Written by Dramatist. Mikhail Shatrov, Thus We Will Win uses Lenin's surreptitious visit to his Kremlin office several months before his death in January 1924 as the starting point for a three-hour flashback through the early years of the Bolshevik regime. Soviet audiences sit rapt as Actor Alexander Kalyagin, a startling Lenin lookalike, voices concern that Joseph Stalin, who succeeded him and later presided over the deaths of millions of suspected opponents, has "concentrated enormous power in his hands." The stage Lenin calls for more openness and democracy in the party. "There are three things I cherish most: peace, bread and freedom," he says. "And freedom cannot come without the first two."
In a nation where audiences assiduously hunt for modern meaning in productions of Shakespeare, the parallels with Soviet Leader Leonid Brezhnev and the impending struggle to succeed him are obvious.
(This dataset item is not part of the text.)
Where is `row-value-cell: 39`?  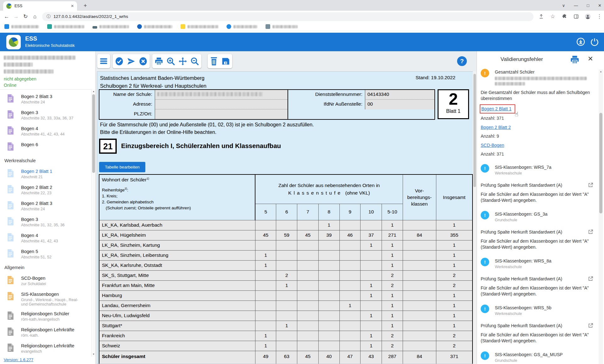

Says one Moscow viewer: "Not everything today is the way Lenin is saying it should be." Indeed, during a recent performance there was a brief tremor of applause in the balcony when Kalyagin suggested that the post of general secretary should be subject to greater party control.
Yet the real drama may be more offstage than on. Rumors have been circulating that Thus We Will Win was the object of an ideological tug-of-war in the Politburo. Party Theoretician Mikhail Suslov, a hard-liner who died last January, is believed to have done his best to block the production, while Brezhnev Protege Konstantin Chernenko apparently intervened to save the play. As if to dispel any notion that the leadership was divided in its feelings, virtually the entire top rung of the Politburo, including Brezhnev, showed up for a performance early last month. In what may be the start of a period of transition, Shatrov's courageous play is a sign that some voices are speaking out for a re-examination of the traditions and practices of the Soviet state.